On 6/30/2015 1:42 PM, H.J. Lu wrote:
On Tue, Jun 30, 2015 at 10:44 AM, Joseph Myers <jos...@codesourcery.com> wrote:
On Tue, 30 Jun 2015, Zinovy Nis wrote:

It works properly but I noticed that code the size for many arithmetic
functions is much more larger than for soft-fp emulation provided by
LLVM's compiler_rt library.

Code size is discussed in the paper about soft-fp in the 2006 Summit
proceedings.  In general, soft-fp is optimized for speed (having
completely separate "if" cases for addition and subtraction, both of which
appear in both __addsf3 and __subsf3, for example) and for generality
(it's used in the Linux kernel for floating-point emulation, where you
want to follow the same choice of NaN etc. as a particular processor even
where IEEE semantics don't specify a particular choice, and it has
optional support for floating-point exceptions and rounding modes - note
that __float128 support in libgcc uses the hardware exceptions and
rounding modes when available), not for size (and generality takes
precedence over speed where they conflict, hence being a bit slower than
ieeelib even after the 2006 optimization work).

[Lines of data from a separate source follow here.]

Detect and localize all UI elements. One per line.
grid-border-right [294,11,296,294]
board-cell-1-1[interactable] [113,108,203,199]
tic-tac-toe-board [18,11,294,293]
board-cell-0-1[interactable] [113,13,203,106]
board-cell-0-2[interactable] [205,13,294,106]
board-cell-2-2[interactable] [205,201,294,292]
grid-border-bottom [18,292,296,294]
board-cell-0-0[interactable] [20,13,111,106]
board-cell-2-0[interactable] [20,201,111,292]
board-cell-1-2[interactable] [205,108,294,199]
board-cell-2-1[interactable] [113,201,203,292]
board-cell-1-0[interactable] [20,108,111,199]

soft-fp is expected to be used on 32-bit and 64-bit systems for which a
few kB code size is insignificant.

Size is very important for IA MCU.  Would it be acceptable to update
soft-fp to optimize for size with

#ifdef __OPTIMIZE_SIZE__
#else
#endif

I don't dispute that optimizing for size would probably be wise
on any x86 CPU that needs soft-float. They are all relatively slow.
But posted measurements of size and speed impact of doing this
would be appreciated.

Unless I slept through it getting removed, the rtems targets
never dropped the lower end i386 to keep legacy hardware supported.